Part of the show’s flatlining feel stems from a lack of definition, leading to ambiguous stakes for our characters, especially Jacob. He seems to be somehow reformed from a wilder past when we meet him, but to what degree is unclear, and that matters. Has he pulled himself out of a hole, or dug himself further into one? Despite credible work from Butz, there is no sense of scale. Is he secretly inches away from rock bottom, or about to see a light at the end of the tunnel? Are we witnessing tragic blunders or redeemable signs of improvement? His journey, and that of Cornelia Street as a whole, is opaque as a result. (Generally, the fate of the restaurant and how Patti will do on her upcoming high school exams should not be given equal weight.)
Other clumsy or questionable directorial choices abound: Why does Rosenfield’s John speak like a cross between Kyle MacLachlan in The Hidden and Data in Star Trek: The Next Generation rather than a human? Why does the first act end with a thud following a relatively inconsequential dialogue scene instead of a musical number – something that could, again, let audiences know what’s truly at stake here? And do we really need to have Peil use both C-words?

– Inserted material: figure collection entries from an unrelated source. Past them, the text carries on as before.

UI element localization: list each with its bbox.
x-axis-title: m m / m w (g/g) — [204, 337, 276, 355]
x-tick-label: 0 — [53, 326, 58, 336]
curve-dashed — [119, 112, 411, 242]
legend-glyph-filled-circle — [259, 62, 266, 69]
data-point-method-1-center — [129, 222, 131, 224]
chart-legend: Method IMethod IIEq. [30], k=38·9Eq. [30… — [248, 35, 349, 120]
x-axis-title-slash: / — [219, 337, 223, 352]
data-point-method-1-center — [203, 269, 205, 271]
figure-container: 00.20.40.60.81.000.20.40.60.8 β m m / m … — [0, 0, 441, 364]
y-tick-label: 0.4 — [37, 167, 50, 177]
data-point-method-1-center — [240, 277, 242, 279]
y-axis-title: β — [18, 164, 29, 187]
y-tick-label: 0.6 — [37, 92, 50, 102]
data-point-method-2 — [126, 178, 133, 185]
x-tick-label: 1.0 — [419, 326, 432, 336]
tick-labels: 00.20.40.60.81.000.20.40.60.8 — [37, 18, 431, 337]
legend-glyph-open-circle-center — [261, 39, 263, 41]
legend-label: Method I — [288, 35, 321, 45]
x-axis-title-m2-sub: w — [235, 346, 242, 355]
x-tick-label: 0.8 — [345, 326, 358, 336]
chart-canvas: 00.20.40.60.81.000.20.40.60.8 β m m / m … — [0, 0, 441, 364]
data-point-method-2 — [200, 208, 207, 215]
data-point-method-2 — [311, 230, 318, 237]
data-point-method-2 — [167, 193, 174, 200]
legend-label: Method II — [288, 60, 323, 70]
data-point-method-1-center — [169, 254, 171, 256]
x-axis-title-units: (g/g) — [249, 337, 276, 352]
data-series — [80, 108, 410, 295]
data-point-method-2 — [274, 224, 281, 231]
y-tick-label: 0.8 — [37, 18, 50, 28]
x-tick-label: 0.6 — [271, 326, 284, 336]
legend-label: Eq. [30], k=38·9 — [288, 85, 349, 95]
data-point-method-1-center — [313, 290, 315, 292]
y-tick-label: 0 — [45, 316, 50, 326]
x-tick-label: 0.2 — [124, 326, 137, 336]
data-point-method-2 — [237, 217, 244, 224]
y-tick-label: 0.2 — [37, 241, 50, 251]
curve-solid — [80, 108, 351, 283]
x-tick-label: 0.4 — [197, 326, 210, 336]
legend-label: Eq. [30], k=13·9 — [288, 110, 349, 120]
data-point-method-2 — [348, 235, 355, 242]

If I haven’t mentioned much about the music, that’s because Cornelia Street resists the urge to be a musical. While beautifully orchestrated, the numbers do not further either story or character, few of the lyrics resound, and they just end. And large swaths of time pass between numbers, which largely feel at odds with Stephens’ book scenes, including an important encounter between Jacob and Daniel McCourt (founding Atlantic company member Jordan Lage), an old friend who holds the future of the restaurant in his hands, that is entire score-free. To their credit, Butz and Jiménez are particularly effective at making these under-realized intimate musical numbers feel natural.

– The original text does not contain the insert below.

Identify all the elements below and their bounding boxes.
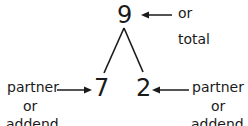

Cornelia Street spends most of its time craning its neck to mythologize the past, a time when money wasn’t everything and good friends were enough. But the only thing feels authentic is designer Scott Pask’s set, which truly evokes the kind of sawdust barroom of its era. Everything else feels false, and perhaps worse, less than fun. It’s a frustrating reminder that the old adage is true: you can’t go back.